There were a hundred feet separating them, and the air was full of the sounds of men and machines. The sun was strong enough to make her almost too warm in the sweatshirt, yet she felt one quick, unexpected chill race up her spine. Perhaps it was hostility she felt. Maggie tried to tell herself it was hostility and not the first dangerous flutters of passion.
There was a temptation to cross those hundred feet and test both of them. Even the thought of it stirred her blood. He didn’t move. He didn’t take his eyes from her. With fingers gone suddenly numb, Maggie twisted the handle and went inside.
Two hours later, Maggie went out again. She’d never been one to retreat from a challenge, from her emotions or from trouble. Cliff Delaney seemed connected with all three. While she’d scraped linoleum, Maggie had lectured herself on letting Cliff intimidate her for no reason other than his being powerfully male and sexy.

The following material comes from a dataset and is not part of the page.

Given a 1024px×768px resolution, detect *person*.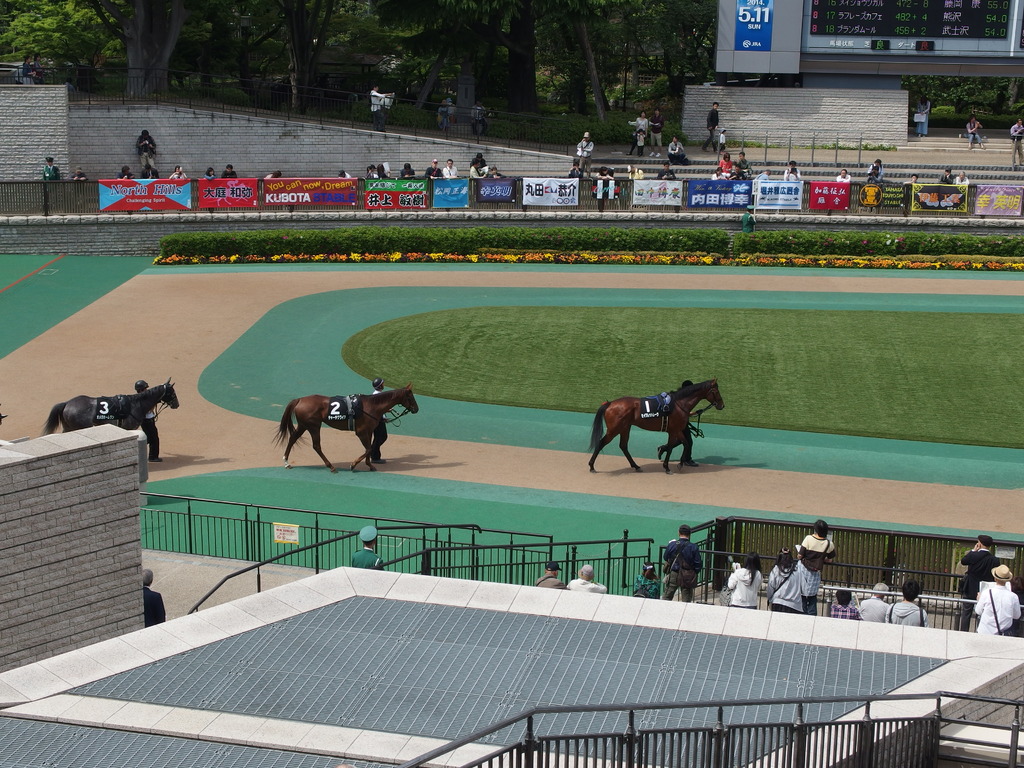
pyautogui.locateOnScreen(654, 522, 699, 600).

And different, she’d admitted. Different from most of the men she’d encountered in her profession. He didn’t fawn—far from it. He didn’t pour on the charm. He wasn’t impressed with his own physique, looks or sophistication. It must have been that difference that had made her not quite certain how to handle him.
A very direct, very frank business approach, she decided as she circled around the back of the house. Maggie paused to look at the bank fronting her house.
The vines, briars and thick sumac were gone. Piles of rich, dark topsoil were being spread over what had been a tangled jungle of neglect. The tree that had leaned toward her house was gone, stump and all. Two men, backs glistening with sweat, were setting stone in a low-spreading wall where the edge of the slope met the edge of the lawn.